When we got back to Phil’s office, I decided to do my best to cooperate. Seidman gave me an encouraging nod, but my best wasn’t good enough.

“Who’s your client?” Phil said, putting down his pencil and making a new effort at being calm.

“Somebody at Warner’s,” I said, “somebody fairly high up. He said I could tell you everything but his name.”

“I don’t give a shit what he said,” stormed Phil, throwing his tie on the desk. “This is a case of murder, maybe two murders. I don’t need your client’s permission to carry on an investigation.”

“But I do,” I said. “Do you want what I have to give you or do you want to start throwing things at me?”

“Talk.”

I talked. I said Cunningham had been trying to blackmail someone at Warner’s with a photo. I had gone to make the exchange and been clobbered. The killer, I said, had gotten away with the photo and the money, and my gun. Phil wanted to know why the blackmail hadn’t been reported to the police. I said that was my client’s business, but I didn’t think he trusted the police. Delamater and his two clowns had, I went on, probably come to my apartment to get me off the case. They were probably working for the blackmailer.

“You can identify the two who got away?” he interrupted.

“I told you I could, but I don’t think they know who they were working for. Delamater looked like the thinker of the trio. He wasn’t good at it but he was the best they had. Someone probably hired Delamater, who picked up the other two.”

“Just the same,” said Phil, “you go through the pictures and we’ll try to turn them up. Now your story’s fine. What I need are some names. Who is being blackmailed? Who knows about it? Who are the two guys who were in your place when Delamater went out the window?”

“The guys in my room had nothing to do with the case,” I lied, “but you can check with them. They’re Bruce Cabot and Guinn Williams.”

“The movie actors?” asked Seidman.

Phil and I looked at him.

“Right,” I said.

Phil made unveiled threats about my lying and had Seidman take me to the library in the basement. It was a musty room with two overhead 60-watt bulbs swinging from black cords. Seidman pulled out a pile of frayed, heavy green volumes, and I began to go through them looking for the mailbox and the giggler.

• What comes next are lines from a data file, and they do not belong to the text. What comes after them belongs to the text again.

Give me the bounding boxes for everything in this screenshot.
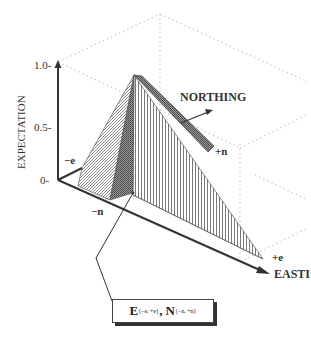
northing-arrow xyxy=(181,109,213,123)
legend-e-range: (−e, +e) xyxy=(139,308,158,314)
tick-0: 0- xyxy=(40,175,49,186)
easting-label: EASTI xyxy=(274,268,310,280)
legend-n-range: (−n, +n) xyxy=(176,308,196,314)
y-axis-label: EXPECTATION xyxy=(16,95,27,169)
grid-lines xyxy=(58,14,308,262)
tick-1-0: 1.0- xyxy=(34,60,51,71)
legend-e-symbol: E xyxy=(129,303,138,319)
legend-box: E (−e, +e) , N (−n, +n) xyxy=(112,299,214,323)
expectation-pyramid-diagram xyxy=(0,0,311,339)
tick-0-5: 0.5- xyxy=(34,122,51,133)
label-pos-n: +n xyxy=(215,146,227,157)
legend-separator: , xyxy=(159,303,162,319)
legend-n-symbol: N xyxy=(165,303,174,319)
label-pos-e: +e xyxy=(272,252,283,263)
northing-label: NORTHING xyxy=(180,91,246,103)
label-neg-n: −n xyxy=(91,206,103,217)
label-neg-e: −e xyxy=(64,155,75,166)
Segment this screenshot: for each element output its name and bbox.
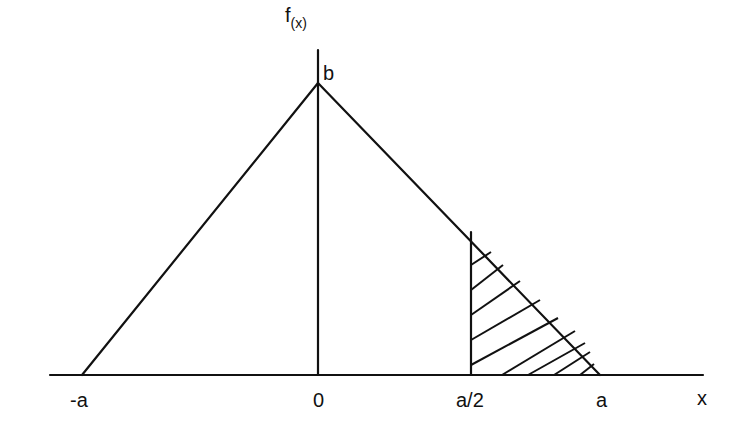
y-axis-label: f(x) xyxy=(285,4,307,31)
tick-a: a xyxy=(596,389,608,411)
shaded-region-hatching xyxy=(471,252,594,375)
peak-label: b xyxy=(323,62,334,84)
x-axis-label: x xyxy=(697,387,707,409)
tick-zero: 0 xyxy=(313,389,324,411)
triangular-distribution-diagram: f(x) b -a 0 a/2 a x xyxy=(0,0,741,440)
tick-neg-a: -a xyxy=(70,389,89,411)
tick-half-a: a/2 xyxy=(456,389,484,411)
left-edge xyxy=(82,83,318,375)
right-edge xyxy=(318,83,600,375)
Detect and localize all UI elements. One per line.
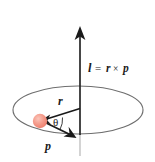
cross-product-icon: ×	[113, 64, 118, 74]
angular-momentum-label-r: r	[106, 62, 111, 74]
momentum-vector-label: p	[44, 139, 51, 153]
theta-angle-label: θ	[53, 116, 58, 128]
theta-angle-arc	[60, 118, 63, 130]
diagram-canvas: l = r × p r p θ	[0, 0, 155, 162]
angular-momentum-label-p: p	[122, 62, 129, 75]
orbiting-particle-dot	[33, 114, 47, 128]
angular-momentum-label-l: l	[88, 61, 92, 75]
radius-vector-label: r	[58, 94, 63, 108]
angular-momentum-figure: l = r × p r p θ	[0, 0, 155, 162]
angular-momentum-label-equals: =	[95, 62, 101, 74]
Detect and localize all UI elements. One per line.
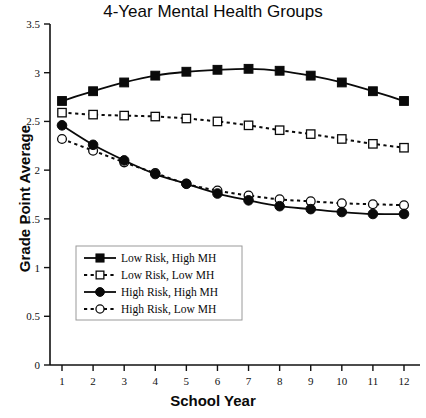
- marker-open-square: [338, 135, 346, 143]
- marker-filled-square: [244, 64, 253, 73]
- marker-open-square: [89, 110, 97, 118]
- marker-filled-square: [89, 87, 98, 96]
- y-tick-label: 3.5: [26, 18, 40, 30]
- marker-filled-circle: [275, 201, 285, 211]
- marker-filled-square: [151, 71, 160, 80]
- x-tick-label: 9: [308, 375, 314, 387]
- legend-label: High Risk, High MH: [121, 286, 218, 299]
- marker-filled-square: [400, 97, 409, 106]
- marker-open-square: [369, 140, 377, 148]
- chart-figure: 4-Year Mental Health Groups Grade Point …: [0, 0, 426, 418]
- x-tick-label: 8: [277, 375, 283, 387]
- marker-open-circle: [58, 135, 67, 144]
- marker-open-square: [307, 130, 315, 138]
- marker-filled-circle: [244, 196, 254, 206]
- marker-filled-square: [275, 66, 284, 75]
- marker-filled-square: [369, 87, 378, 96]
- marker-filled-circle: [57, 121, 67, 131]
- marker-open-circle: [369, 200, 378, 209]
- marker-filled-circle: [150, 169, 160, 179]
- chart-legend: Low Risk, High MHLow Risk, Low MHHigh Ri…: [76, 246, 242, 320]
- marker-open-square: [58, 108, 66, 116]
- x-tick-label: 1: [59, 375, 65, 387]
- x-tick-label: 10: [336, 375, 348, 387]
- series-line: [62, 139, 404, 205]
- marker-open-square: [275, 126, 283, 134]
- x-tick-label: 2: [90, 375, 96, 387]
- marker-open-circle: [400, 201, 409, 210]
- marker-open-square: [96, 271, 104, 279]
- series-1: [58, 64, 409, 105]
- marker-filled-square: [337, 78, 346, 87]
- marker-open-square: [213, 117, 221, 125]
- marker-filled-square: [213, 65, 222, 74]
- legend-label: High Risk, Low MH: [121, 303, 216, 316]
- marker-filled-circle: [88, 140, 98, 150]
- marker-open-square: [400, 144, 408, 152]
- marker-filled-circle: [306, 204, 316, 214]
- marker-open-square: [244, 121, 252, 129]
- data-series: [57, 64, 409, 218]
- marker-filled-circle: [337, 207, 347, 217]
- marker-open-square: [151, 112, 159, 120]
- marker-filled-square: [120, 78, 129, 87]
- x-tick-label: 4: [153, 375, 159, 387]
- marker-filled-square: [96, 254, 104, 262]
- x-tick-label: 11: [368, 375, 379, 387]
- marker-open-circle: [96, 305, 104, 313]
- marker-filled-circle: [119, 156, 129, 166]
- y-tick-label: 0: [35, 359, 41, 371]
- legend-label: Low Risk, Low MH: [121, 269, 214, 282]
- series-2: [58, 108, 408, 151]
- x-tick-label: 6: [215, 375, 221, 387]
- marker-filled-square: [182, 67, 191, 76]
- series-3: [57, 121, 409, 219]
- x-tick-label: 12: [399, 375, 410, 387]
- marker-filled-circle: [96, 288, 105, 297]
- y-tick-label: 3: [35, 67, 41, 79]
- x-axis-ticks: 123456789101112: [59, 365, 409, 387]
- y-tick-label: 1: [35, 262, 41, 274]
- marker-filled-square: [306, 71, 315, 80]
- marker-filled-circle: [368, 209, 378, 219]
- series-4: [58, 135, 409, 210]
- marker-filled-circle: [182, 179, 192, 189]
- series-line: [62, 125, 404, 214]
- plot-canvas: 00.511.522.533.5 123456789101112 Low Ris…: [0, 0, 426, 418]
- y-tick-label: 1.5: [26, 213, 40, 225]
- marker-open-circle: [337, 199, 346, 208]
- y-tick-label: 2.5: [26, 115, 40, 127]
- marker-open-square: [182, 114, 190, 122]
- marker-filled-circle: [399, 209, 409, 219]
- series-line: [62, 113, 404, 148]
- series-line: [62, 69, 404, 101]
- y-tick-label: 2: [35, 164, 41, 176]
- x-tick-label: 3: [121, 375, 127, 387]
- marker-filled-square: [58, 97, 67, 106]
- marker-filled-circle: [213, 189, 223, 199]
- marker-open-square: [120, 111, 128, 119]
- y-tick-label: 0.5: [26, 310, 40, 322]
- legend-label: Low Risk, High MH: [121, 252, 216, 265]
- x-tick-label: 5: [184, 375, 190, 387]
- y-axis-ticks: 00.511.522.533.5: [26, 18, 50, 371]
- x-tick-label: 7: [246, 375, 252, 387]
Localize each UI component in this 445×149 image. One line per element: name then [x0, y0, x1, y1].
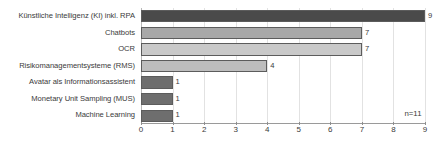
bar-row: 1 [141, 107, 445, 124]
x-tick-label: 4 [265, 125, 269, 134]
category-label: OCR [118, 41, 135, 58]
bar-row: 4 [141, 58, 445, 75]
category-label: Risikomanagementsysteme (RMS) [19, 58, 135, 75]
sample-size-annotation: n=11 [404, 109, 421, 118]
category-label: Künstliche Intelligenz (KI) inkl. RPA [18, 8, 135, 25]
x-tick-label: 1 [170, 125, 174, 134]
bar [141, 43, 362, 55]
bar [141, 110, 173, 122]
x-tick-label: 6 [328, 125, 332, 134]
bar [141, 10, 425, 22]
category-label: Machine Learning [75, 107, 135, 124]
category-axis-labels: Künstliche Intelligenz (KI) inkl. RPACha… [0, 8, 138, 124]
x-tick-label: 8 [391, 125, 395, 134]
bar-value-label: 9 [428, 8, 432, 25]
x-tick-label: 7 [360, 125, 364, 134]
bar-value-label: 7 [365, 41, 369, 58]
x-tick-label: 5 [297, 125, 301, 134]
bar [141, 27, 362, 39]
bar-row: 1 [141, 91, 445, 108]
bar [141, 60, 267, 72]
bar [141, 93, 173, 105]
bar-chart: Künstliche Intelligenz (KI) inkl. RPACha… [0, 0, 445, 149]
bar-value-label: 4 [270, 58, 274, 75]
bar-value-label: 1 [176, 91, 180, 108]
bar-row: 1 [141, 74, 445, 91]
x-tick-label: 2 [202, 125, 206, 134]
plot-area: 9774111 n=11 [141, 8, 425, 124]
bar-row: 7 [141, 41, 445, 58]
bar-value-label: 7 [365, 25, 369, 42]
bar-value-label: 1 [176, 107, 180, 124]
bar-row: 9 [141, 8, 445, 25]
bar-row: 7 [141, 25, 445, 42]
bar-value-label: 1 [176, 74, 180, 91]
x-tick-label: 0 [139, 125, 143, 134]
bar [141, 76, 173, 88]
category-label: Monetary Unit Sampling (MUS) [31, 91, 135, 108]
x-tick-label: 9 [423, 125, 427, 134]
x-axis: 0123456789 [141, 125, 425, 139]
x-tick-label: 3 [233, 125, 237, 134]
category-label: Avatar als Informationsassistent [29, 74, 135, 91]
category-label: Chatbots [105, 25, 135, 42]
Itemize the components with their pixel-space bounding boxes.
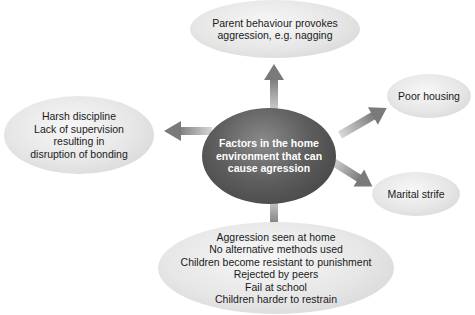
node-text-line: aggression, e.g. nagging <box>212 29 338 42</box>
node-marital-strife: Marital strife <box>372 172 460 216</box>
node-text-line: Children become resistant to punishment <box>181 256 372 269</box>
center-text-line: cause agression <box>216 162 322 175</box>
node-text-line: Marital strife <box>387 188 444 201</box>
node-text-line: disruption of bonding <box>30 148 128 161</box>
node-text-line: Rejected by peers <box>181 268 372 281</box>
center-text-line: Factors in the home <box>216 137 322 150</box>
center-text-line: environment that can <box>216 150 322 163</box>
node-text-line: Parent behaviour provokes <box>212 17 338 30</box>
diagram-canvas: Parent behaviour provokes aggression, e.… <box>0 0 475 315</box>
node-text-line: Fail at school <box>181 281 372 294</box>
node-text-line: Harsh discipline <box>30 110 128 123</box>
node-text-line: resulting in <box>30 135 128 148</box>
node-parent-behaviour: Parent behaviour provokes aggression, e.… <box>190 0 360 58</box>
node-text-line: Poor housing <box>398 90 460 103</box>
node-center-factors: Factors in the home environment that can… <box>202 108 336 204</box>
node-text-line: Children harder to restrain <box>181 293 372 306</box>
node-aggression-seen: Aggression seen at home No alternative m… <box>158 222 394 314</box>
arrow-left-icon <box>164 121 212 141</box>
arrow-up-icon <box>264 64 284 114</box>
node-poor-housing: Poor housing <box>387 74 471 118</box>
node-text-line: No alternative methods used <box>181 243 372 256</box>
node-text-line: Aggression seen at home <box>181 231 372 244</box>
arrow-up-right-icon <box>335 99 392 143</box>
node-harsh-discipline: Harsh discipline Lack of supervision res… <box>4 96 154 174</box>
node-text-line: Lack of supervision <box>30 123 128 136</box>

It took me over an hour. After a while the faces began to merge and look alike. Two or three faces looked exactly like mine, and dozens of them looked like Guinn Williams. But I found the two and indicated them to Seidman. The giggler was Judd “The Shiv” Chesler, and the mailbox was Steve Fagin.

When we got back to his office, my brother told me that Cabot and Williams had confirmed my story and would come in the next day to sign statements.

“Your client’s name, Toby?” he said evenly.

“Two days, Phil. Give me two days, and I’ll hand you the name and maybe the killer.”

“You’ll hand me the killer?” He actually laughed, but it didn’t sound as if he were having fun. “You can’t even hold down a job; you lost your client’s money and your gun, and everybody beats the shit out of you.”

“We all have bad days,” I said.

“You’re having a bad lifetime,” he said. “Get out. You’ve got two days providing no one else gets killed.”

I got up.

“Phil, I’m sorry about David.”

My brother didn’t look up. He just handed me my toy gun. “Don’t shoot yourself, Sherlock,” he grunted.